Conservative pundits and politicians have been insisting for a generation now that entrepreneurs only start exciting new businesses when governments “back off.” So governments have backed off. At every level, they’ve deep-sixed regulations and cut taxes on rich people.

High taxes on high incomes, the reasoning goes, discourage entrepreneurship. No one with a great idea for a new business is going to start that business, conservatives argue, if Uncle Sam is just going to tax away the rewards.

The same goes for investors, they say. They’re not going to invest in “job-creating” enterprises if high taxes threaten to eat away at their potential earnings.
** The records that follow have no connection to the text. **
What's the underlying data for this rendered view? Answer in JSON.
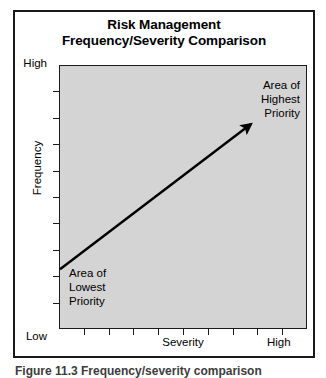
{
  "figure": {
    "caption": "Figure 11.3 Frequency/severity comparison"
  },
  "chart_data": {
    "type": "scatter",
    "title": "Risk Management Frequency/Severity Comparison",
    "title_lines": [
      "Risk Management",
      "Frequency/Severity Comparison"
    ],
    "xlabel": "Severity",
    "ylabel": "Frequency",
    "x_tick_labels": [
      "Low",
      "High"
    ],
    "y_tick_labels": [
      "Low",
      "High"
    ],
    "x_axis_low_label": "Low",
    "x_axis_high_label": "High",
    "y_axis_low_label": "Low",
    "y_axis_high_label": "High",
    "xlim": [
      0,
      10
    ],
    "ylim": [
      0,
      10
    ],
    "grid": false,
    "legend": false,
    "plot_background_color": "#d4d4d4",
    "line_color": "#000000",
    "x_tick_count": 9,
    "y_tick_count": 9,
    "annotations": [
      {
        "name": "highest-priority",
        "lines": [
          "Area of",
          "Highest",
          "Priority"
        ],
        "text": "Area of Highest Priority",
        "position": "top-right",
        "align": "right"
      },
      {
        "name": "lowest-priority",
        "lines": [
          "Area of",
          "Lowest",
          "Priority"
        ],
        "text": "Area of Lowest Priority",
        "position": "bottom-left",
        "align": "left"
      }
    ],
    "arrow": {
      "from": [
        0.0,
        2.3
      ],
      "to": [
        7.7,
        7.8
      ],
      "description": "Diagonal arrow from lower-left (low frequency, low severity) to upper-right (high frequency, high severity)",
      "head": "solid-triangle"
    }
  }
}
This conservative take on taxes totally muddies how our economy actually works. Case in point: the story of Charles Lazarus, the founder of Toys “R” Us.

Lazarus, a World War II veteran, noticed soon after the war that all his veteran friends were settling down and raising families. Products for kids, Lazarus figured, had a great future, and in 1948 the budding 25-year-old entrepreneur opened a storefront outlet for children’s furniture.

Lazarus soon added toys to his store’s selection and quickly saw their awesome sales potential. Parents, he realized, only buy a crib once. But they replace toys year after year. By 1957, Lazarus had opened his first toys-only store. By the mid-1960s, his one store had become a chain. Lazarus became a classic entrepreneurial success story.

All this success happened in an economic environment that bears little resemblance to ours. In America’s postwar years, high incomes faced high tax rates. Income over $200,000 for a single earner faced a 91 percent tax rate throughout the 1950s. In 1980, the year Ronald Reagan won the White House, America’s most affluent still faced a 70 percent top tax rate.

These high tax rates didn’t seem to undermine the entrepreneurial spirit of Charles Lazarus. He built his toy business right amid them. And Lazarus didn’t build that business out of the goodness of his heart, either. He saw himself as a businessman out to make a buck.

“If you’re going to be a success in life, you have to want it,” he would later tell Forbes. “I wanted it. I was poor. I wanted to be rich.”

But “rich” will always be relative. Yes, Lazarus did face high tax rates. But so did everyone else in his lofty income tax bracket. He remained, after taxes, rich by the standard of his day. He felt rewarded enough to exercise his entrepreneurial talents.

In the 1980s, America’s economic dynamics — and incentives — changed. By 1986, the tax rate on top-bracket income had sunk to 28 percent. America’s wealthiest now had opportunities to become wealthier than they had ever imagined. They rushed to seize those opportunities by any means necessary.

Those means eventually did Toys “R” us in. In 2005, private equity speculators bought the company and loaded it up with debt. Along the way, they extracted $470 million in fees. Last September, Toys “R” Us filed for bankruptcy. Now the company is closing its stores.

And Charles Lazarus?

The 94-year-old died March 22, one week after the Toys “R” Us shutdown announcement.

Sam Pizzigati

Guest Columnist

Sam Pizzigati co-edits Inequality.org for the Institute for Policy Studies. His latest book, The Case for a Maximum Wage, will appear this spring. Distributed by OtherWords.org.